After losing the use of both her legs at the age of eight, Thato Mphuthi endured years of bullying and discrimination. Through her non-profit organisation, Enabled Enlightenment, she is making it her life’s work to help uplift disabled young people and educate society about disabilities.
“One day I woke up and was limping,” she says. “If more people realise how easily this could happen to them, I think it would do a lot to eliminate stigma.”
Mphuthi’s time in school was difficult, not only because of the physical barriers but also because some learners would taunt her and steal her walking aids. After multiple suicide attempts, she hit a turning point when she discovered poetry in high school: “It helped me express what I could not say.”
Through publicly sharing her poems, Mphuthi built her confidence, enhanced her public speaking skills and succeeded in making her peers and teachers aware of the great difficulties that she was facing each day.
At college she found herself in spaces where issues such as HIV, sexual health and gender-based violence were being tackled. She noted that disabled people were rarely considered in these discussions, prompting her to start Enabled Enlightenment.
Enabled Enlightenment’s main goal is to create a sense of belonging and confidence among the young and disabled population. “It’s tiring navigating this ableist society,” she notes. “So we hold space for one another.”
The NPO was created to focus on disability empowerment and justice, as well as Mphuthi’s other passion: reproductive health.
“I want to create spaces for other young people with disabilities to meet people like them, have conversations and feel normal,” she says.

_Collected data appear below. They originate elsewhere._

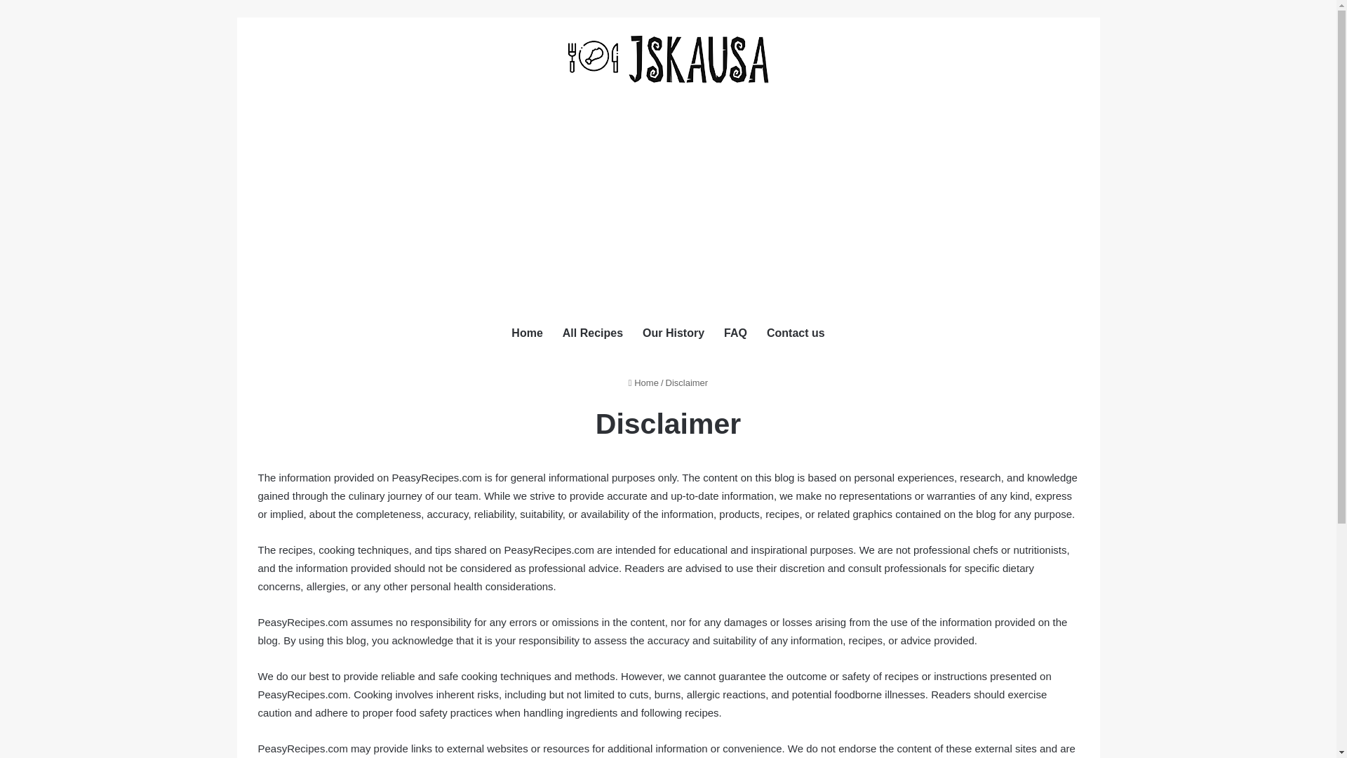 This screenshot has width=1347, height=758. What do you see at coordinates (643, 382) in the screenshot?
I see `Home` at bounding box center [643, 382].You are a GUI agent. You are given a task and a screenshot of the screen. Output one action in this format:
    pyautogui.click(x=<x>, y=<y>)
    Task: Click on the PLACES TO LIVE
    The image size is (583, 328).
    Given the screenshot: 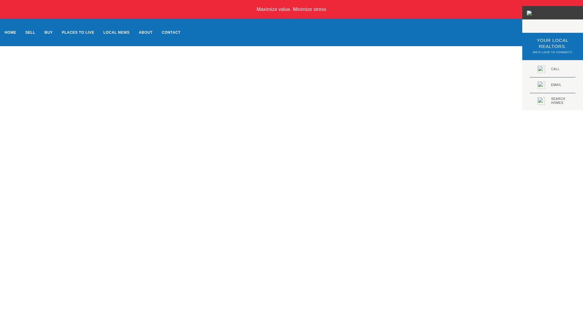 What is the action you would take?
    pyautogui.click(x=78, y=32)
     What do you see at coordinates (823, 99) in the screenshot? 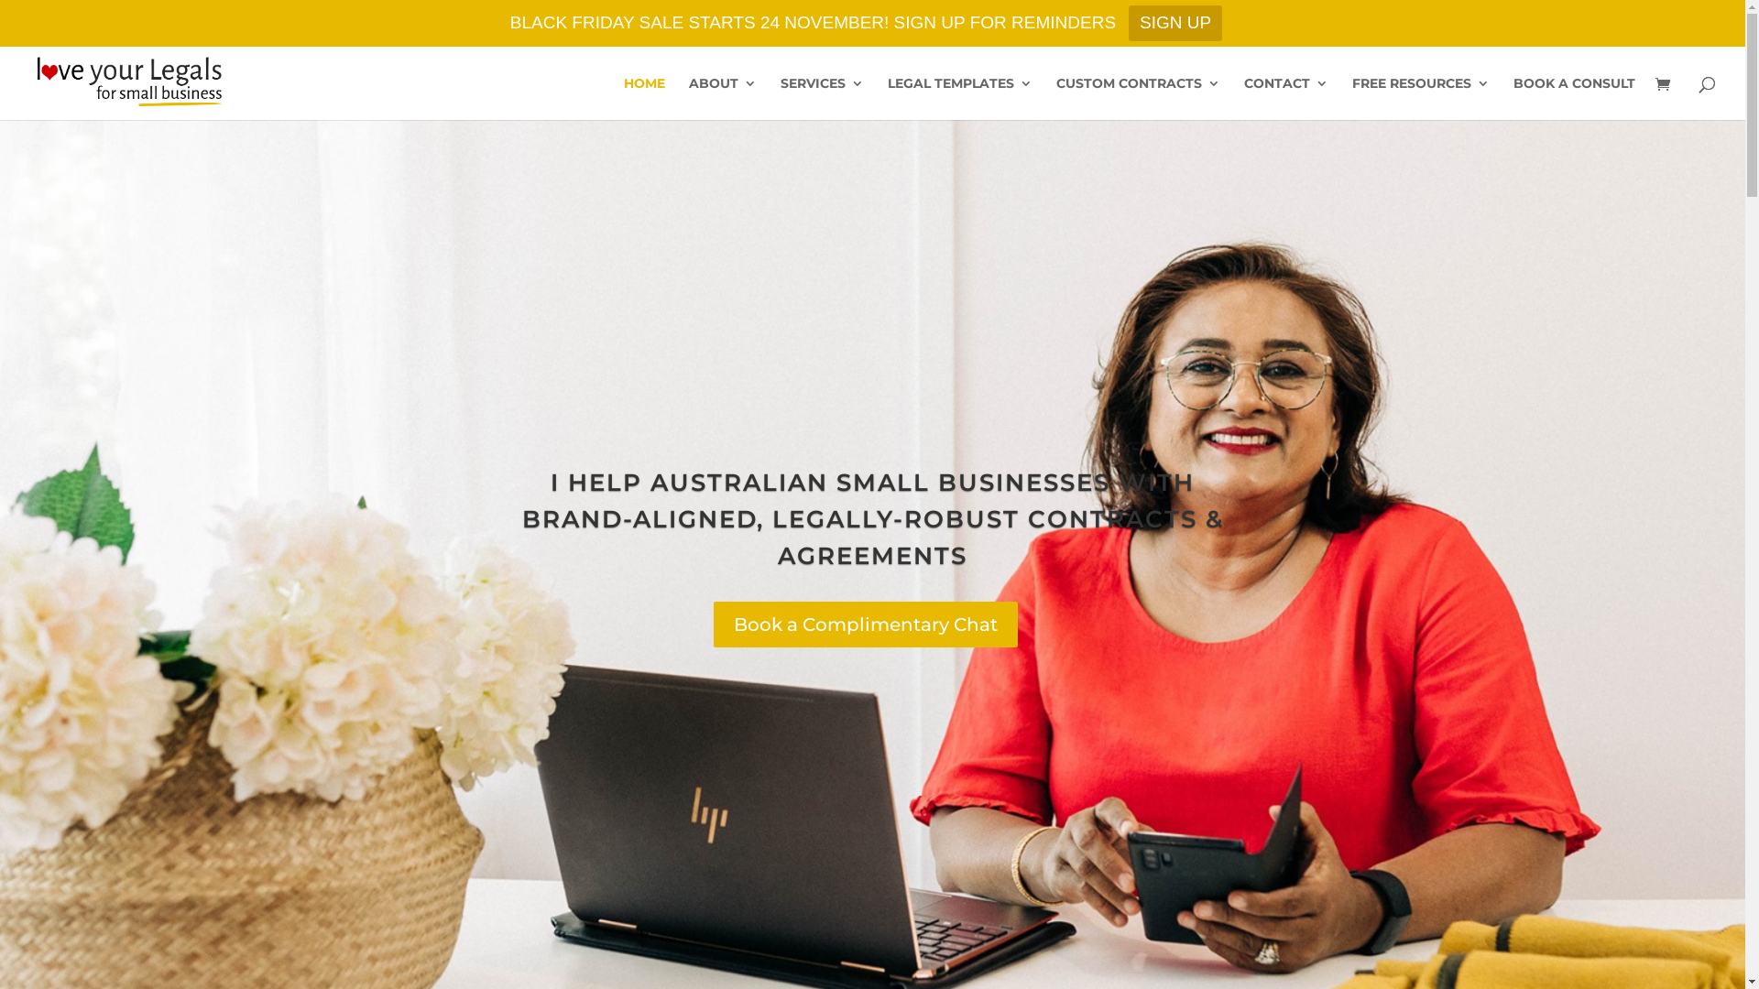
I see `SERVICES` at bounding box center [823, 99].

Since launching Enabled Enlightenment, Mphuthi has used her love of public speaking to educate communities about what it means to be disabled in South Africa, the barriers disabled people face and how to meaningfully include disabled people in society.
The NPO posts webinars, provides sensitivity training for companies, and holds drives to gather supplies for underprivileged disabled people.

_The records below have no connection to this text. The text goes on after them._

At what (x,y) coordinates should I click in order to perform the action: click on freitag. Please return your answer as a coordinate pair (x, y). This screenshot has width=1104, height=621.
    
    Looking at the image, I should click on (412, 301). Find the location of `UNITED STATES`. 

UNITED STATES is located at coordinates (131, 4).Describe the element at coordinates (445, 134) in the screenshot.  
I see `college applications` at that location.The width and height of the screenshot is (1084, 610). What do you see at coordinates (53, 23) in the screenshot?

She has received a South African Heroes Award for her work in community development and has also been nominated for a Woman of Stature Award and for the JCI Ten Outstanding Young Persons programme. This year, Enabled Enlightenment has been nominated for a South African Heroes Award in the Specialised Care category.
Mphuthi also collaborates with other organisations to educate groups, including clinicians and social workers, on the intersection between disability and sexuality.
“Professionals need to know how to cater to young disabled people and understand that we are diverse,” she says.
Through her work, Mphuthi hopes to reduce the stigma around disability, include disabled people in important conversations and one day be able to influence policy.
“We exist and we matter,” she says. “We don’t want to be othered anymore — we want to be treated with integrity.”